IDEAS home Printed from https://ideas.repec.org/a/mve/journl/v27y2001i2p55-67.html
   My bibliography  Save this article

Women's Changing Roles in the Chinese Economy

Author

Listed:
  • Janice Yee

    (Wartburg College)

Abstract

The economic conditions facing women in the Peoples' Republic of China have changed markedly in the years since the founding of the country in 1949. This paper provides a survey of women's conditions and finds that contradictions remain between the constitutional mandate of equality for women and the reality of unequal opportunities available to women. Although women's economic status has improved since 1949, future improvements will depend upon how well economic policies are able to deal with the structural inequalities that exist between rural and urban areas as well as the national perceptions of the nature of women's work.

Suggested Citation

  • Janice Yee, 2001. "Women's Changing Roles in the Chinese Economy," Journal of Economic Insight, Missouri Valley Economic Association, vol. 27(2), pages 55-67.
  • Handle: RePEc:mve:journl:v:27:y:2001:i:2:p:55-67
    as

    Download full text from publisher

    To our knowledge, this item is not available for download. To find whether it is available, there are three options:
    1. Check below whether another version of this item is available online.
    2. Check on the provider's web page whether it is in fact available.
    3. Perform a search for a similarly titled item that would be available.

    More about this item

    JEL classification:

    • I30 - Health, Education, and Welfare - - Welfare, Well-Being, and Poverty - - - General
    • J16 - Labor and Demographic Economics - - Demographic Economics - - - Economics of Gender; Non-labor Discrimination
    • O53 - Economic Development, Innovation, Technological Change, and Growth - - Economywide Country Studies - - - Asia including Middle East

    Statistics

    Access and download statistics

    Corrections

    All material on this site has been provided by the respective publishers and authors. You can help correct errors and omissions. When requesting a correction, please mention this item's handle: RePEc:mve:journl:v:27:y:2001:i:2:p:55-67. See general information about how to correct material in RePEc.

    If you have authored this item and are not yet registered with RePEc, we encourage you to do it here. This allows to link your profile to this item. It also allows you to accept potential citations to this item that we are uncertain about.

    We have no bibliographic references for this item. You can help adding them by using this form .

    If you know of missing items citing this one, you can help us creating those links by adding the relevant references in the same way as above, for each refering item. If you are a registered author of this item, you may also want to check the "citations" tab in your RePEc Author Service profile, as there may be some citations waiting for confirmation.

    For technical questions regarding this item, or to correct its authors, title, abstract, bibliographic or download information, contact: Ken Brown (email available below). General contact details of provider: https://edirc.repec.org/data/mveaaea.html .

    Please note that corrections may take a couple of weeks to filter through the various RePEc services.

    IDEAS is a RePEc service. RePEc uses bibliographic data supplied by the respective publishers.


YOUR TASK >>
Write out word for word the lines from the one holding "What elements are" through the end of the data, and only those lines. Pictures stay out.

Extracted records >>
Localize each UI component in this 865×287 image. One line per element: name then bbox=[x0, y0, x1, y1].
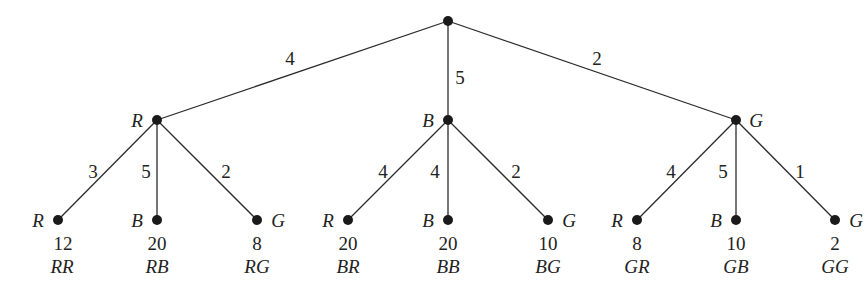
weight-B-G: 2 bbox=[511, 161, 521, 182]
edge-root-G bbox=[448, 21, 736, 120]
weight-G-R: 4 bbox=[666, 161, 676, 182]
leaf-BR bbox=[343, 215, 353, 225]
leaf-value-BB: 20 bbox=[439, 233, 458, 254]
node-R bbox=[152, 115, 162, 125]
edge-R-G bbox=[157, 120, 257, 220]
leaf-BB bbox=[443, 215, 453, 225]
leaf-BG bbox=[543, 215, 553, 225]
leaf-value-RR: 12 bbox=[54, 233, 73, 254]
leaf-value-RB: 20 bbox=[148, 233, 167, 254]
leaf-code-GG: GG bbox=[821, 256, 849, 277]
leaf-code-RR: RR bbox=[49, 256, 74, 277]
leaf-value-GB: 10 bbox=[727, 233, 746, 254]
leaf-code-GR: GR bbox=[624, 256, 650, 277]
node-G bbox=[731, 115, 741, 125]
weight-root-G: 2 bbox=[592, 48, 602, 69]
label-node-G: G bbox=[749, 110, 763, 131]
leaf-label-GB: B bbox=[710, 210, 722, 231]
leaf-label-RR: R bbox=[31, 210, 44, 231]
leaf-value-RG: 8 bbox=[252, 233, 262, 254]
edge-G-G bbox=[736, 120, 835, 220]
leaf-code-RG: RG bbox=[243, 256, 270, 277]
leaf-RG bbox=[252, 215, 262, 225]
leaf-code-BB: BB bbox=[436, 256, 460, 277]
edge-root-R bbox=[157, 21, 448, 120]
leaf-label-GR: R bbox=[610, 210, 623, 231]
label-node-R: R bbox=[130, 110, 143, 131]
leaf-RR bbox=[53, 215, 63, 225]
leaf-value-GG: 2 bbox=[830, 233, 840, 254]
label-node-B: B bbox=[422, 110, 434, 131]
weight-root-B: 5 bbox=[455, 67, 465, 88]
leaf-label-BB: B bbox=[422, 210, 434, 231]
weight-R-R: 3 bbox=[88, 161, 98, 182]
leaf-label-RG: G bbox=[271, 210, 285, 231]
leaf-RB bbox=[152, 215, 162, 225]
leaf-label-BG: G bbox=[562, 210, 576, 231]
leaf-code-BR: BR bbox=[336, 256, 360, 277]
weight-R-B: 5 bbox=[141, 161, 151, 182]
leaf-label-GG: G bbox=[849, 210, 863, 231]
leaf-GG bbox=[830, 215, 840, 225]
leaf-code-BG: BG bbox=[535, 256, 561, 277]
leaf-code-RB: RB bbox=[144, 256, 169, 277]
leaf-value-BG: 10 bbox=[539, 233, 558, 254]
weight-B-B: 4 bbox=[430, 161, 440, 182]
weight-G-B: 5 bbox=[718, 161, 728, 182]
edge-B-G bbox=[448, 120, 548, 220]
root-node bbox=[443, 16, 453, 26]
leaf-GB bbox=[731, 215, 741, 225]
leaf-code-GB: GB bbox=[723, 256, 749, 277]
leaf-label-BR: R bbox=[321, 210, 334, 231]
weight-B-R: 4 bbox=[378, 161, 388, 182]
leaf-label-RB: B bbox=[131, 210, 143, 231]
weight-root-R: 4 bbox=[285, 48, 295, 69]
leaf-GR bbox=[632, 215, 642, 225]
probability-tree: 4 5 2 R B G 3 5 2 4 4 2 4 5 1 R B G R B … bbox=[0, 0, 865, 287]
leaf-value-BR: 20 bbox=[339, 233, 358, 254]
node-B bbox=[443, 115, 453, 125]
weight-R-G: 2 bbox=[221, 161, 231, 182]
weight-G-G: 1 bbox=[795, 161, 805, 182]
leaf-value-GR: 8 bbox=[632, 233, 642, 254]
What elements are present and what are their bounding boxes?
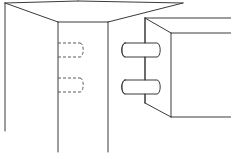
lower-dowel-pin [122, 80, 160, 94]
dowel-joint-drawing-canvas [0, 0, 231, 153]
lower-dowel-body [122, 80, 160, 94]
right-board-side-face [171, 33, 231, 117]
upper-dowel-body [122, 43, 160, 57]
upper-dowel-pin [122, 43, 160, 57]
right-board-group [145, 18, 231, 117]
technical-drawing-figure [0, 0, 231, 153]
right-board-front-face [145, 18, 171, 117]
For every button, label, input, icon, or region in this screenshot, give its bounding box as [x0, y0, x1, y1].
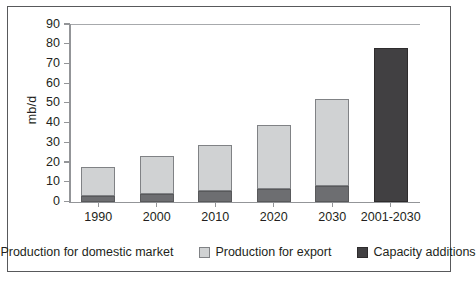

WRITTEN REPLY >>
What elements are present and what are their bounding boxes?
lower-dowel-pin [122, 80, 160, 94]
dowel-joint-drawing-canvas [0, 0, 231, 153]
lower-dowel-body [122, 80, 160, 94]
right-board-side-face [171, 33, 231, 117]
upper-dowel-body [122, 43, 160, 57]
upper-dowel-pin [122, 43, 160, 57]
right-board-group [145, 18, 231, 117]
technical-drawing-figure [0, 0, 231, 153]
right-board-front-face [145, 18, 171, 117]
For every button, label, input, icon, or region in this screenshot, give its bounding box as [x0, y0, x1, y1].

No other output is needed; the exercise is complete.